**Task to complete**
Here is a block of entries. Write out its lines exactly, from the first through the one containing "The width and height of the screenshot is (1095, 616).".

**Records**
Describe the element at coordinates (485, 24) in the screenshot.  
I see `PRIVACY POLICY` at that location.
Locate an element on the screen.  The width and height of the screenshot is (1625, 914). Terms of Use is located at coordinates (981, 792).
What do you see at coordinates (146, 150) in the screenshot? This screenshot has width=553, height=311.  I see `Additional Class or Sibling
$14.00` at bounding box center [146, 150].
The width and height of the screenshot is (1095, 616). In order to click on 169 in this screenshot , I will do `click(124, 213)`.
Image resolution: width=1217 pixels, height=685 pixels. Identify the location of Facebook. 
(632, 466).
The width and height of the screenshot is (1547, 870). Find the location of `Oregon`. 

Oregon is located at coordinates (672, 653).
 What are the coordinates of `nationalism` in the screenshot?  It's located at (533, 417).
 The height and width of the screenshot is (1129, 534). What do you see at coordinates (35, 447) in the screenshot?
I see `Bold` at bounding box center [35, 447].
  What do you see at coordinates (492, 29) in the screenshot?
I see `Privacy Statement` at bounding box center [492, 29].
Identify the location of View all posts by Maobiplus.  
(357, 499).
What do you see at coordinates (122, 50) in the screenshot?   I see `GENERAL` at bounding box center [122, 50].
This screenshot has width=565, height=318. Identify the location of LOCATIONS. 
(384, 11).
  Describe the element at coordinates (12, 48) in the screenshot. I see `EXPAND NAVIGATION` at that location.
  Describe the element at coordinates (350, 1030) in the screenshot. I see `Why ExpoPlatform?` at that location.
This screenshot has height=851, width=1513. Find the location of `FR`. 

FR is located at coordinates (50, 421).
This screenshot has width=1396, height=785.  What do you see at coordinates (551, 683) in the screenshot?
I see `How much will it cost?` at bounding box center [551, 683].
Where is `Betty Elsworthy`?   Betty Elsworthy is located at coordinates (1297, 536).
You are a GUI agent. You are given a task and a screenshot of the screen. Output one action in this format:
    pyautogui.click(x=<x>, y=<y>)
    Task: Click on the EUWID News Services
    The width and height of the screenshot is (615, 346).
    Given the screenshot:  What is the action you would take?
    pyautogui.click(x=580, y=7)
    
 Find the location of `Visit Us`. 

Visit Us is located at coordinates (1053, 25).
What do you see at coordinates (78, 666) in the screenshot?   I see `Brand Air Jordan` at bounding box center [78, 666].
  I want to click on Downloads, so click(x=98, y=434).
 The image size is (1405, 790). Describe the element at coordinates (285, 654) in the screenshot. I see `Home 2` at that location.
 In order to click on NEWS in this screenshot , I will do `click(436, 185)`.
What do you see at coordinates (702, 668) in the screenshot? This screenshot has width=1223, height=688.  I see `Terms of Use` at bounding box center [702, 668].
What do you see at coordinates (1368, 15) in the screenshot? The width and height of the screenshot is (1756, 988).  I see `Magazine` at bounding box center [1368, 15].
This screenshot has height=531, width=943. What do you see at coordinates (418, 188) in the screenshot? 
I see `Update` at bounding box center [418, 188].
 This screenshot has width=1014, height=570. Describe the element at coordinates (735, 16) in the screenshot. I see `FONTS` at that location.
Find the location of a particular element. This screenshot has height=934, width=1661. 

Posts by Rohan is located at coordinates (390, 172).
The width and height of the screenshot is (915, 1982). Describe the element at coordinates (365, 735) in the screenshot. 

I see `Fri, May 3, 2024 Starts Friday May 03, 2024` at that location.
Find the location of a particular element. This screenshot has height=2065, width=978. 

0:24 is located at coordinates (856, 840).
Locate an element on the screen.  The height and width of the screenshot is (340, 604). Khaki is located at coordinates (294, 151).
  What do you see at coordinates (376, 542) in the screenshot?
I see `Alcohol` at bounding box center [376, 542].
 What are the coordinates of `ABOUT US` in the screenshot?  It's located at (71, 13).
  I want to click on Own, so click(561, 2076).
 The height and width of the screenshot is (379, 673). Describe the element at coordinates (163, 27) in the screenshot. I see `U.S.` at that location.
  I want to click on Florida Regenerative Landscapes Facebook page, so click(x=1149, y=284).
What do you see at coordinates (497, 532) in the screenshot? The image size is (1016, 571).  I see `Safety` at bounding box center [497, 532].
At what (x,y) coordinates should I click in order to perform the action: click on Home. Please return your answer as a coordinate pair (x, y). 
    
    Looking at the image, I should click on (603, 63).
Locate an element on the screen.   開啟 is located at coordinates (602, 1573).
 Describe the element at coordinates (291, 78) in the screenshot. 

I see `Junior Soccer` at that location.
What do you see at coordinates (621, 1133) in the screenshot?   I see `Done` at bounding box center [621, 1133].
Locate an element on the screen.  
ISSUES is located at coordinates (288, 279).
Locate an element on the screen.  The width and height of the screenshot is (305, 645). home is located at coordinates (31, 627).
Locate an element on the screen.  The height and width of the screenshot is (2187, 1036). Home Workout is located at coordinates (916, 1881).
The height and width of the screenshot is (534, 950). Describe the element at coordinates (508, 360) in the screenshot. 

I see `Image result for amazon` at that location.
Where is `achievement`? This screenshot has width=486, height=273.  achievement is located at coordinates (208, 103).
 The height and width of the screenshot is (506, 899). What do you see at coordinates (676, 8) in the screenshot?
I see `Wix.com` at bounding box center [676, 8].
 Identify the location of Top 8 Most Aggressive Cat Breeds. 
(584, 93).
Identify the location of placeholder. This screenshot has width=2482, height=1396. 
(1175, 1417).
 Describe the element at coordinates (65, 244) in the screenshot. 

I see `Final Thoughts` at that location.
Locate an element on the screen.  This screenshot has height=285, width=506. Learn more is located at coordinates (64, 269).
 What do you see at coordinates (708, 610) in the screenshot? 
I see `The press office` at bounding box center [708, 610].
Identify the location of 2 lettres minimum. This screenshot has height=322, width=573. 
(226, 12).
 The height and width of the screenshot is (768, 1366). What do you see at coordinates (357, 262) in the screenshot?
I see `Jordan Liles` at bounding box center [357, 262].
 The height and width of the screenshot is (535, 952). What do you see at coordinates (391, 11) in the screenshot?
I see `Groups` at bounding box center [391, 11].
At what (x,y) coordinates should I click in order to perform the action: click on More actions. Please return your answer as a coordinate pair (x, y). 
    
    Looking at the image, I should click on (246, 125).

**Solved problem**
Describe the element at coordinates (485, 24) in the screenshot.  
I see `PRIVACY POLICY` at that location.
Locate an element on the screen.  The width and height of the screenshot is (1625, 914). Terms of Use is located at coordinates (981, 792).
What do you see at coordinates (146, 150) in the screenshot? This screenshot has width=553, height=311.  I see `Additional Class or Sibling
$14.00` at bounding box center [146, 150].
The width and height of the screenshot is (1095, 616). In order to click on 169 in this screenshot , I will do `click(124, 213)`.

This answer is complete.